Survival has been the strongest Jewish principle since the dispersion of the ten tribes, the first fall of the Temple, the Babylonian exile, the Roman conquest, the second exile, and through the long centuries of Christianity’s odium and its injuries. With Israel reconstituted at long last, the principle is not likely to be abandoned now, regardless of the breast-beating of Jacobo Timerman. To become like other nations has been the tragedy of statehood, the price of avoiding the greater tragedy of disappearance.

—B
ARBARA
T
UCHMAN
    Cos Cob, Connecticut
    June 1983

FOREWORD

The origins of Britain’s role in the restoration of Israel, which is the subject of the following pages, are to be found in two motives, religious and political. One was a debt of conscience owed to the people of the Bible, the other was the strategy of empire which required possession of their land. In 1917 in the course of battle against the Turks, Britain found herself faced with the most delicate conquest in all imperial history. She could have taken Palestine without bothering about its ancient proprietors. Instead, before Allenby entered Jerusalem, Britain, in an odd gesture known as the Balfour Declaration, declared that the country would be open to resettlement by the Jews. As a voluntary assumption of an obligation by a conqueror to a stateless people, the Declaration was something new in the pattern of protectorates. Although later repudiated by its sponsors, it led to an event unique in history, the recreation of a state after a lapse of sovereignty more than two thousand years long.
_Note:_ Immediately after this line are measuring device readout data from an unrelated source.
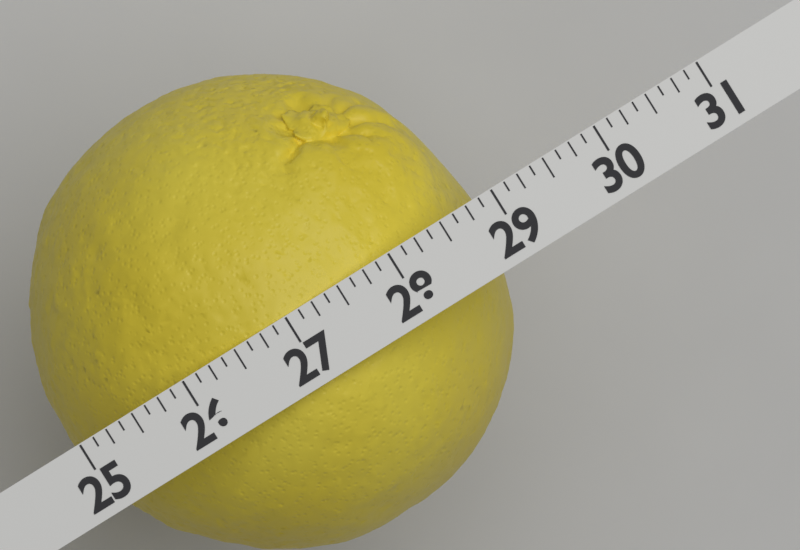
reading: 28.875 (no unit)
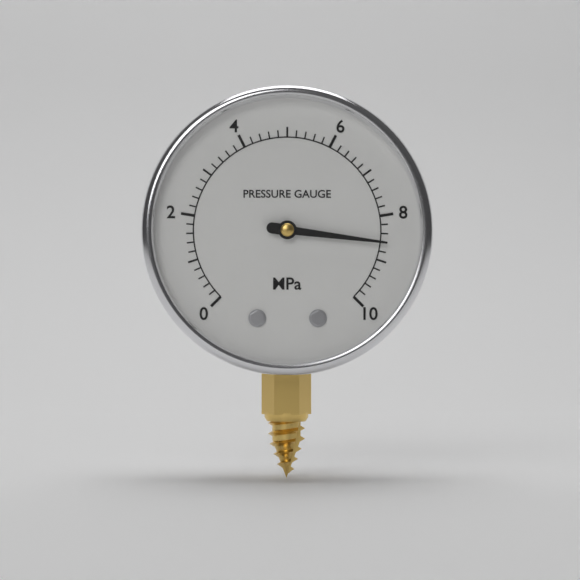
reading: 8.6 MPa
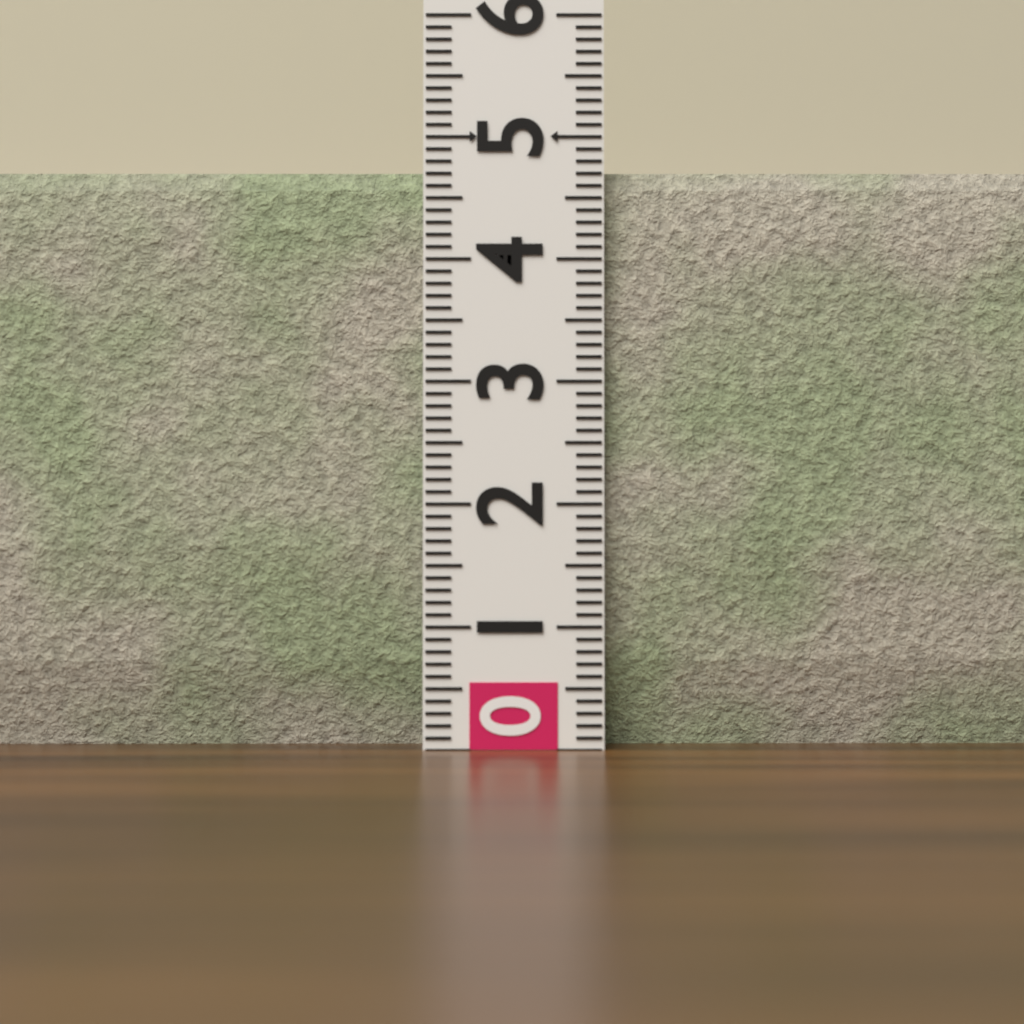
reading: 4.7 (no unit)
Palestine, the Holy Land, the source of the Judaeo-Christian civilization of the Western world, had too much history to be conquered in that fit of absence of mind in which Britain, according to a celebrated epigram, had managed her other conquests. It had been the battleground of Hebrews and Assyrians, Greeks and Persians, Romans and Syrians, Saracens and Franks, Turks and Europeans. More blood has been shed for Palestine than for any other spot
on earth. To Protestant England it was not only, as Lord Curzon said, the “holiest space of ground on the face of the globe,” the land of the Scriptures, the land of the Crusades, the land “to which all our faces are turned when we are finally laid in our graves in the churchyard.” It was also the geographical junction between East and West, the bridgehead between three continents, the focal point in the strategy of empire, the area necessary to the defense of the Suez Canal, the road to India and the oil fields of Mosul.